The Marysville Municipal Jail is pictured Thursday, Sept. 14, 2023, in Marysville, Washington. (Ryan Berry / The Herald)

The Marysville Municipal Jail is pictured Thursday, Sept. 14, 2023, in Marysville, Washington. (Ryan Berry / The Herald)

Marysville adopts mandatory sentences for repeated ‘public disorder’

A minimum of 30 days in jail must be given to defendants convicted of three “public disorder” crimes in five years.

MARYSVILLE — The Marysville City Council unanimously adopted an ordinance Monday setting mandatory minimum jail sentences for repeat offenders of certain crimes, such as theft and public drug use.

The law identifies four “public disorder crimes,” including third-degree theft, criminal trespassing, vehicle prowling and public drug use.

“Those who continue to commit crimes in Marysville will face real consequences for their actions,” Mayor Jon Nehring said in a statement, “along with an opportunity to choose a better path.”

Under the new local law, someone found guilty of their third public disorder crime in five years would be sentenced to at least 30 days in jail. The third conviction must come after the law took effect.

The law was created in collaboration with the mayor, City Attorney Jon Walker and Police Chief Erik Scairpon.

In an interview Tuesday, Nehring said most “public disorder” crimes are committed by people trying to finance a drug habit — often involving fentanyl. The ordinance was intended to get people into rehabilitation programs.

After sentencing, a person who received a mandatory minimum sentence can petition the Marysville Municipal Court to enter treatment instead. After completing the program, defendants can have the rest of their jail term nixed.

“With fentanyl, almost nobody will voluntarily go into treatment,” Nehring said. “The beauty of it is, we will have that jail sentence hanging out there to motivate them to stay in treatment. If they don’t have a reason to stay, they’ll walk out.”

Nehring said, as of now, the average stay in the Marysville Municipal Jail is five to six days. With the new city ordinance, his hope is people will have enough time to get medically assisted treatment and enter rehab.

The law firm Feldman & Lee, which contracts with the city to do public defense work, didn’t immediately respond to a request for comment Tuesday afternoon.

Each minimum sentence jumps to 60 days if a defendant had four crimes, or 90 days if the defendant had six crimes within five years. If someone is convicted of two or more public disorder crimes on the same day, then a mandatory minimum sentence must be imposed for each.

City Council member Mark James also said the aim of the law was to get repeat offenders into treatment.

“We’re not a one-sided, hard-on-crime kind of place,” James said. “Part of the idea is they’ll be sitting there longer and we can get them thinking differently.”

Council President Kamille Norton strongly believes the local law will send a message.

“Marysville residents and businesses have been victimized by chronic and repeat offenders of these public disorder crimes long enough,” Norton said. “We do not accept or tolerate this criminal behavior here.”

Mandatory minimum sentences are controversial.

In 2010, the American Civil Liberties Union testified in front of Congress that mandatory minimums should be abolished because they “generate unnecessarily harsh sentences, tie judges’ hands in considering individual circumstances, create racial disparities in sentencing and empower prosecutors to force defendants to bargain away their constitutional rights.”

Jazmyn Clark, the Smart Justice campaign policy program director for the ACLU of Washington, said in a statement last month that incarceration disrupts people’s lives — and often, just makes recovery more difficult for vulnerable people.

“City officials see this mandatory minimum proposal as a way to combat the fentanyl crisis and substance use disorder,” Clark said. “But we cannot punish people into recovery.”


** Assignment **
Copy every line of the records below that holds the word "arrow".
----
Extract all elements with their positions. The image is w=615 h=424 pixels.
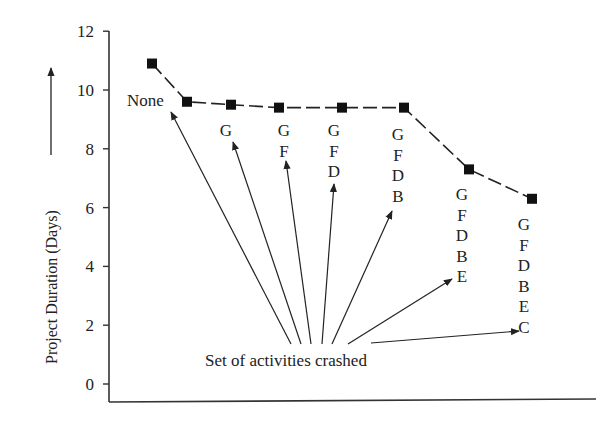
activity-letter: G [278,121,290,140]
arrow-to-gfdb [332,211,392,344]
activity-letter: F [457,206,466,225]
annotation-text: Set of activities crashed [205,351,367,370]
project-duration-chart: 024681012 Project Duration (Days) None G… [0,0,615,424]
crashed-activity-labels: GGFGFDGFDBGFDBEGFDBEC [220,121,530,337]
arrow-to-none [171,112,291,344]
arrow-to-gfdbe [348,279,452,344]
activity-letter: E [457,267,467,286]
y-axis: 024681012 [77,22,109,402]
arrow-to-g [233,142,301,344]
activity-letter: G [518,215,530,234]
activity-letter: F [519,236,528,255]
x-axis [109,399,596,402]
y-tick-label: 8 [86,140,95,159]
data-point-marker [399,103,409,113]
activity-letter: G [456,185,468,204]
y-tick-label: 10 [77,81,94,100]
y-tick-label: 0 [86,375,95,394]
activity-letter: B [456,247,467,266]
activity-letter: F [393,146,402,165]
activity-letter: D [328,162,340,181]
y-tick-label: 12 [77,22,94,41]
data-point-marker [527,194,537,204]
activity-letter: G [328,121,340,140]
data-point-marker [182,97,192,107]
label-none: None [127,91,164,110]
y-axis-label-group: Project Duration (Days) [43,68,61,364]
arrow-to-gfd [322,184,334,344]
y-tick-label: 6 [86,199,95,218]
y-ticks: 024681012 [77,22,109,394]
data-point-marker [274,103,284,113]
activity-letter: D [392,166,404,185]
arrow-to-gf [286,161,311,344]
activity-letter: D [518,256,530,275]
activity-letter: B [518,277,529,296]
activity-letter: G [392,125,404,144]
activity-letter: E [519,297,529,316]
duration-series [147,59,537,204]
y-axis-label: Project Duration (Days) [43,210,61,364]
activity-letter: D [456,226,468,245]
activity-letter: F [329,142,338,161]
arrow-to-gfdbec [371,331,519,343]
data-point-marker [147,59,157,69]
y-tick-label: 2 [86,316,95,335]
data-point-marker [226,100,236,110]
activity-letter: G [220,121,232,140]
activity-letter: C [518,318,529,337]
activity-letter: F [279,142,288,161]
activity-letter: B [392,187,403,206]
data-point-marker [337,103,347,113]
y-tick-label: 4 [86,257,95,276]
data-point-marker [464,164,474,174]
----
** Exercise output **
arrow-to-gfdb [332,211,392,344]
arrow-to-none [171,112,291,344]
arrow-to-gfdbe [348,279,452,344]
arrow-to-g [233,142,301,344]
arrow-to-gfd [322,184,334,344]
arrow-to-gf [286,161,311,344]
arrow-to-gfdbec [371,331,519,343]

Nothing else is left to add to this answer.